The conclusions of the poll noted that “if presidential elections were to take place today, Ismail Haniyeh would easily win over Abbas and Hamas would win the largest percentage of the popular vote in parliamentary elections.” The study also found that “the overwhelming majority of the public views Hamas as the winner and Israel as the loser in this war,” and that a “majority views Hamas’ approach of armed confrontation with Israel as the most effective means” of dealing with Israel.

Professor Mordechai Kedar, a scholar of Arabic literature and lecturer at Bar-Ilan University, believes that support for Hamas is much higher in Judea and Samaria than in Gaza. “The West Bank doesn’t suffer from Hamas,” he told Tazpit, so they have the luxury of supporting the group. On the other hand, he added, they do suffer from the current PA administration.

Kedar pointed out the unreliability of surveys conducted in the Arab world, where people often live in fear of dictatorial governments and respond to such polls according to what they think the government wants them to say.

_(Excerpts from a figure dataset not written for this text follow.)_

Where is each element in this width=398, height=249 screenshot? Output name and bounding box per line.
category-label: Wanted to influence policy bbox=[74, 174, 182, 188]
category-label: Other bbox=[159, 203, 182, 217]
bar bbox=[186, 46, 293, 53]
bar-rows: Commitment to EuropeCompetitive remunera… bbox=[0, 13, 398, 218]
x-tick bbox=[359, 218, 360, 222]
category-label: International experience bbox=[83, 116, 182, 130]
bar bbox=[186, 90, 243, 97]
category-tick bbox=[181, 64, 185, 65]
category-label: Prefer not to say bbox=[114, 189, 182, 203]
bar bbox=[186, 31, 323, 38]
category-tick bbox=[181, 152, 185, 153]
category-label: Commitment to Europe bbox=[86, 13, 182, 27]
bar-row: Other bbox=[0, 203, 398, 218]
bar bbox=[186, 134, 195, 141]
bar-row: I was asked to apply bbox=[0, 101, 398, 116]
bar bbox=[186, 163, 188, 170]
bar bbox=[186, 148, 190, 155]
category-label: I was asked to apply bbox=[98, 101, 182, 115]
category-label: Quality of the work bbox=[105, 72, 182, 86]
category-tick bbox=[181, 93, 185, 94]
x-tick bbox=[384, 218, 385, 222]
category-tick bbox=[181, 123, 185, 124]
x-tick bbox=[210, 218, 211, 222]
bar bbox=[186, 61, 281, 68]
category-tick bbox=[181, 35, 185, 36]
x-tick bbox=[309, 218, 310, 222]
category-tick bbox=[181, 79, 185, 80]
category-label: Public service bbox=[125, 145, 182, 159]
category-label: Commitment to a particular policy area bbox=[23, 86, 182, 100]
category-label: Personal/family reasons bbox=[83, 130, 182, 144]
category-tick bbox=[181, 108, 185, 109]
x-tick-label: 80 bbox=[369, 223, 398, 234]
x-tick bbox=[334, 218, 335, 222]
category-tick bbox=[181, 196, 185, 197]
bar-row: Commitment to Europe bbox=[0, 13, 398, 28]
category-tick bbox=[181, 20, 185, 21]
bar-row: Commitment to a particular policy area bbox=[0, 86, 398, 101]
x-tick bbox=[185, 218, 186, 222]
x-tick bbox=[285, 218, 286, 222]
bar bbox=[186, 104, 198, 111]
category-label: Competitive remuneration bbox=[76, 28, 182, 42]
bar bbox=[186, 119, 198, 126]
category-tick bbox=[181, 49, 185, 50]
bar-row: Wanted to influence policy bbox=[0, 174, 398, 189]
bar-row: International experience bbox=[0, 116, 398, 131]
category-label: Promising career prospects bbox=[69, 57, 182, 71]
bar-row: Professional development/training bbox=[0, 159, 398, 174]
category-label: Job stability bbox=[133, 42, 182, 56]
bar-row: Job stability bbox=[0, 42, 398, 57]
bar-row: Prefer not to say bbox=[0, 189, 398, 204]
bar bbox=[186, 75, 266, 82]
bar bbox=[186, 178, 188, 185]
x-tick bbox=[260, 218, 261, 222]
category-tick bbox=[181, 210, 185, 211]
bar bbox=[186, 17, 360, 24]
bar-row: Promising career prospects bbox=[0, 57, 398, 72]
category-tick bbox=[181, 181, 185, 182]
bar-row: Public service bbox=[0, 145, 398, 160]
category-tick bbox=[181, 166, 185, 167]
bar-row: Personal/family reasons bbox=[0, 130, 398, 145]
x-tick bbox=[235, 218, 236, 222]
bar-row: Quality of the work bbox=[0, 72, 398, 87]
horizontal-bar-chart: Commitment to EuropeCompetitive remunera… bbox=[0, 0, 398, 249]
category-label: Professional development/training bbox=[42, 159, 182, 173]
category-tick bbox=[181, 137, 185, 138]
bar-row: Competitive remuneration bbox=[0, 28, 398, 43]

In the case of this poll, however, he said that the Arabs in Judea and Samaria do not feel a similar fear towards the PA and are relatively forthright in voicing their criticisms, because they perceive the PA as an “illegitimate puppet government with no effective power or any potential to be their benefactors.” He added that Abbas and his sons are perceived as extremely corrupt, further weakening their prestige among the local population.